Finn's death raises China SARS count to 52
<a href=www.upi.com>UPI From the Science & Technology Desk Published 4/6/2003 9:27 AM View printer-friendly version
The death Sunday of a Finnish man from severe acute respiratory syndrome capped a series of regional developments on the mysterious disease.
Pekka Aro, 53, worked in the Beijing office of the International Labor Organization. He died from SARS at 1:25 a.m. Sunday, Dr. Guo Jiyong, deputy director general of the Beijing Municipal Health Department, said at a news conference.
Aro showed symptoms of the disease after arriving in Beijing from Bangkok, Thailand, on March 23, officials said. He was hospitalized April 2 in Beijing's Ditan Hospital, where he died Sunday.
Aro is the first foreigner to die from the flu-like illness in china. Officials in Beijing said he most likely was infected overseas.
His death brings the number of people who have died from the disease in mainland China to 52. On Saturday, China's Ministry of Health said there were 1,247 cases of the disease, of whom 51 had died.
The disease, which has mainly affected China's Guangdong province and adjacent Hong Kong, has spread to other parts of the world, which are struggling to cope with the outbreak that has killed at least 89 people thus far.
In Pakistan Sunday, the government directed all airports to screen incoming airline passengers for SARS.
In Japan, the government said it would ask local bodies to draw up plans to deal with a potential outbreak.
"Given so many patients in surrounding countries, we will have to prepare ourselves" for an outbreak of SARS, Health Minister Chikara Sakaguchi told a meeting of the Japanese Association of Medical Sciences.
Last Thursday, Japan designated SARS as an infectious disease, and tightened quarantine inspections at airports and issued travel warnings. It has reported three probable cases of the disease, and 19 suspected cases.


Your task: Only the lines containing "spent" belong in the answer; find them in the material below.

Material for the task:
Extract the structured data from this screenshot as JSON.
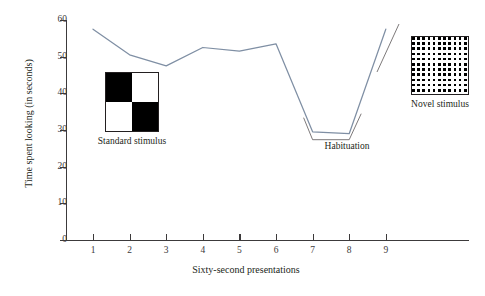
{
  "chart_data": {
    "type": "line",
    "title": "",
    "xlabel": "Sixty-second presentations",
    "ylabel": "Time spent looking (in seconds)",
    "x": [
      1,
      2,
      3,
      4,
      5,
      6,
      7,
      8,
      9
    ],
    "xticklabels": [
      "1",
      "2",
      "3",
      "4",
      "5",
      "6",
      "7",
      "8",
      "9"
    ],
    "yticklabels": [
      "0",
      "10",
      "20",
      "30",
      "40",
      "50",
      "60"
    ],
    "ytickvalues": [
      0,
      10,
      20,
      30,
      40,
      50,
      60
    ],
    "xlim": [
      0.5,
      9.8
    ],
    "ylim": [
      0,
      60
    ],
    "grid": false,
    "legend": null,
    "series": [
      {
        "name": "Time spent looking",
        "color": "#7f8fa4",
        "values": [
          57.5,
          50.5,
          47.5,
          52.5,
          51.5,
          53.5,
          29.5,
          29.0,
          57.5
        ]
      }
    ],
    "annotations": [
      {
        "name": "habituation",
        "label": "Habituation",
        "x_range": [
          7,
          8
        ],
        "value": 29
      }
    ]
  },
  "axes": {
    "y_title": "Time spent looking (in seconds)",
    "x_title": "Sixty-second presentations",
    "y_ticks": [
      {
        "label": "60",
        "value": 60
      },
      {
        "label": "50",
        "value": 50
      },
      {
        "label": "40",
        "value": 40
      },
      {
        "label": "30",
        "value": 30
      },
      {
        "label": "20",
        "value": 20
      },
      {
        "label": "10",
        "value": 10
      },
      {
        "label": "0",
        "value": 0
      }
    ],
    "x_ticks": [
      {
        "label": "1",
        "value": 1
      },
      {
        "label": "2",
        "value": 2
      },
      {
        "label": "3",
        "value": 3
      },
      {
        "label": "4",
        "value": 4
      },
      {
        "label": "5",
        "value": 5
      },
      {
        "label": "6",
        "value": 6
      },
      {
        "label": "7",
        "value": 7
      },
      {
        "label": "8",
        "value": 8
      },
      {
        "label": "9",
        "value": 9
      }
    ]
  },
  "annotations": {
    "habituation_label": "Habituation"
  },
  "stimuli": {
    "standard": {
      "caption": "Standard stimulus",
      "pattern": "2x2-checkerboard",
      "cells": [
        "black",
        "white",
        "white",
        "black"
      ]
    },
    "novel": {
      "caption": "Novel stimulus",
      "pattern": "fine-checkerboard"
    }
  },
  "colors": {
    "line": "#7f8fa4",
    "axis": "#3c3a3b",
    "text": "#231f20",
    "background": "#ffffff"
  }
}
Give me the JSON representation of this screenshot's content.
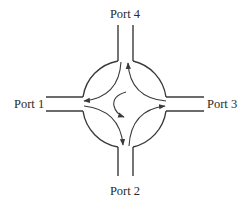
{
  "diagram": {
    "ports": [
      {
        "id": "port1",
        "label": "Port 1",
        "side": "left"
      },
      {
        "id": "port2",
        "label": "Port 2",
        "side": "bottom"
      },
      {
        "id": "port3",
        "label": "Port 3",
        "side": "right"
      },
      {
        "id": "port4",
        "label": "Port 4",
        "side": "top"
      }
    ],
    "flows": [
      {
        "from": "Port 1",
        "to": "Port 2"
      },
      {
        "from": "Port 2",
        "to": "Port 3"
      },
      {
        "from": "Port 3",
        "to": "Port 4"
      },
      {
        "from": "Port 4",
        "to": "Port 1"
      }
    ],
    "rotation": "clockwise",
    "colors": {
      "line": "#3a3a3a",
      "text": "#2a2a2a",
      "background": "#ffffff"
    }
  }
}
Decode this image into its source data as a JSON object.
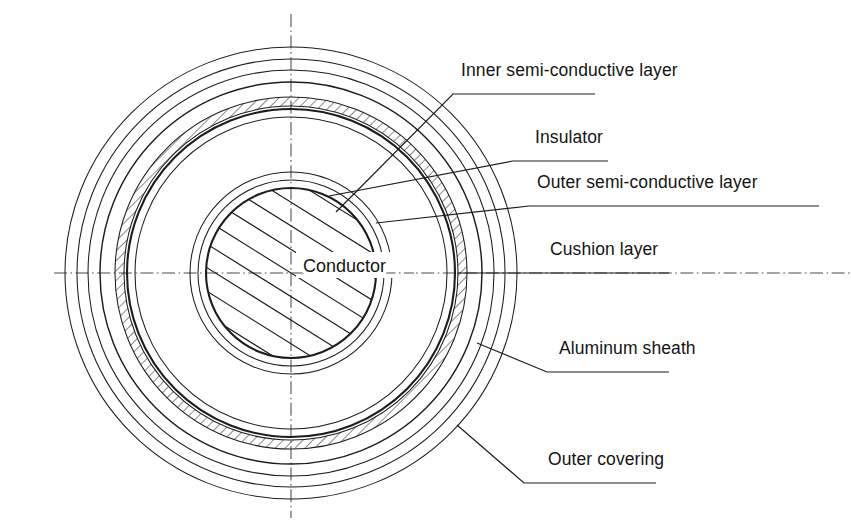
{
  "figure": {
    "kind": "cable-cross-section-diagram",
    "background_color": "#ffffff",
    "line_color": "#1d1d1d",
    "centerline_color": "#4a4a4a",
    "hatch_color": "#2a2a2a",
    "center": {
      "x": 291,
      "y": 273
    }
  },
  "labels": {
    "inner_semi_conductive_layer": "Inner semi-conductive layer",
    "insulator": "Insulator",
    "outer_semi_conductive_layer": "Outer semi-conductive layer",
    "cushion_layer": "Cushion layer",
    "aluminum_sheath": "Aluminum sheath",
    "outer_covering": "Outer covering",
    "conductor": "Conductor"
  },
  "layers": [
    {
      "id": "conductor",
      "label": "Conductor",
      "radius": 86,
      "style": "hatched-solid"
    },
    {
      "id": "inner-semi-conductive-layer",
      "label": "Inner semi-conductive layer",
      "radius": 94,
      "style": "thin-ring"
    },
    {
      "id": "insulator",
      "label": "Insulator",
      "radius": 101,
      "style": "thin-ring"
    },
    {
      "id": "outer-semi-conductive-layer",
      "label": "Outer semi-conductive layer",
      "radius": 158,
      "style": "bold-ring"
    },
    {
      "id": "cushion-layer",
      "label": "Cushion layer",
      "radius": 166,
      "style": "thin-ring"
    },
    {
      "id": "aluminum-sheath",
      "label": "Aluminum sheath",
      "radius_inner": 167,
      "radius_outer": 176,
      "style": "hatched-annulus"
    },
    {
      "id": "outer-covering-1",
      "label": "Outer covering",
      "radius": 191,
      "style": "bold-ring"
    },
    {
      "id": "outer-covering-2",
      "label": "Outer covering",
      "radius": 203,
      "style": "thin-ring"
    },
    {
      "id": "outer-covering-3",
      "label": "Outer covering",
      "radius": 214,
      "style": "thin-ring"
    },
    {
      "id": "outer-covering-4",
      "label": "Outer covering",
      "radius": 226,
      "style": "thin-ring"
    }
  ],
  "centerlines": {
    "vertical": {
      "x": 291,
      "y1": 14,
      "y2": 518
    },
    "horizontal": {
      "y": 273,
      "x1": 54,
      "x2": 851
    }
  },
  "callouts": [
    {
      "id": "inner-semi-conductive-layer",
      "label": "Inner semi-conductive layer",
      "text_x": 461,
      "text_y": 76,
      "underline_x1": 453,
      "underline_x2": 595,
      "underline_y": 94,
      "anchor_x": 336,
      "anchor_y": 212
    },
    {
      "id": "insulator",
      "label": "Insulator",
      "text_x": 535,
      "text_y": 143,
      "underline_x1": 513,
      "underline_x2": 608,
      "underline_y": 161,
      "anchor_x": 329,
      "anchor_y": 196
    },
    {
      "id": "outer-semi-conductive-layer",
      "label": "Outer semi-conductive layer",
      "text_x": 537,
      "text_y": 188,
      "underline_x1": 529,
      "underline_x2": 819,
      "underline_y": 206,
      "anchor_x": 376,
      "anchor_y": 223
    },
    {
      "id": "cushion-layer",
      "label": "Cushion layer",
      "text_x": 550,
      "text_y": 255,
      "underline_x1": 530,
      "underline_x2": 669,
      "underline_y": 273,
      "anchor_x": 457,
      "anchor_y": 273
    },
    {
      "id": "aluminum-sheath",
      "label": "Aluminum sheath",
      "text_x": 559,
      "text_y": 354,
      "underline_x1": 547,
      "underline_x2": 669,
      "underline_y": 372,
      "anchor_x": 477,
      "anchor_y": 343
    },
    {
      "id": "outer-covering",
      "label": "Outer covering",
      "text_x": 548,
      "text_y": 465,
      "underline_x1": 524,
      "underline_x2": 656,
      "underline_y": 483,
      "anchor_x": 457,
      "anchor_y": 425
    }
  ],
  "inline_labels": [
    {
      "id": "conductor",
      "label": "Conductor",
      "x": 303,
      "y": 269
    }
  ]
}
* * *
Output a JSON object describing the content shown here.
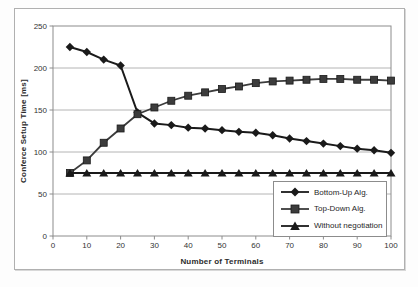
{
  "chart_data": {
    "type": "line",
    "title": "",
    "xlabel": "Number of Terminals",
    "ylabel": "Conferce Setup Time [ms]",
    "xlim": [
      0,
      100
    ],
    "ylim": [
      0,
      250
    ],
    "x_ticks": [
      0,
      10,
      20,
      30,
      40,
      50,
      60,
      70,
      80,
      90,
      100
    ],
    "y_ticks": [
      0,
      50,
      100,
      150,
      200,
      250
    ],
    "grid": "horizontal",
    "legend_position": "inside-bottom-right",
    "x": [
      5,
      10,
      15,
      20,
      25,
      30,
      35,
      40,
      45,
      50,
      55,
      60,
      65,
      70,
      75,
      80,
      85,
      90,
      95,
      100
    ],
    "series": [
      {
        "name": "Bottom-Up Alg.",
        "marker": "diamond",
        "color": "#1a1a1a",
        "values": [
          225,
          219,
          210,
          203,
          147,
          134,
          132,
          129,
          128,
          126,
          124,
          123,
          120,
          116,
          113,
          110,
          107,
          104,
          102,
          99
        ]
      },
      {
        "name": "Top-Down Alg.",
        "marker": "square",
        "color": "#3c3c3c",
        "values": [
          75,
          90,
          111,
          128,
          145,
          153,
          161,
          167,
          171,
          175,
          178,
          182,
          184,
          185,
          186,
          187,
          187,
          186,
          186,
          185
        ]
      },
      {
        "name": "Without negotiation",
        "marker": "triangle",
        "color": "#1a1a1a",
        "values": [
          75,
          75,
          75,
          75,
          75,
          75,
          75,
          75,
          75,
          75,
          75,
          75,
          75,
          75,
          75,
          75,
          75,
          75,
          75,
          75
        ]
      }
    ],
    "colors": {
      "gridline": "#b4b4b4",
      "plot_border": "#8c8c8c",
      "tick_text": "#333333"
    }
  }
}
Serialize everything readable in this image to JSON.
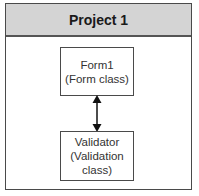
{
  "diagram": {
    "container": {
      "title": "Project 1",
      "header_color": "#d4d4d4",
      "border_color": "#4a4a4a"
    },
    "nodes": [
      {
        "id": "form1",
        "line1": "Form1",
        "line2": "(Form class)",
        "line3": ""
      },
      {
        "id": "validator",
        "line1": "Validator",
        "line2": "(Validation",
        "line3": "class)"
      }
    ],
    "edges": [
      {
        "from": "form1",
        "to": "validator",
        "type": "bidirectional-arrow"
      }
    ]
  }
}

Reply to the exercise:
    "ylabel": "Time spent looking (in seconds)",
        "name": "Time spent looking",
    "y_title": "Time spent looking (in seconds)",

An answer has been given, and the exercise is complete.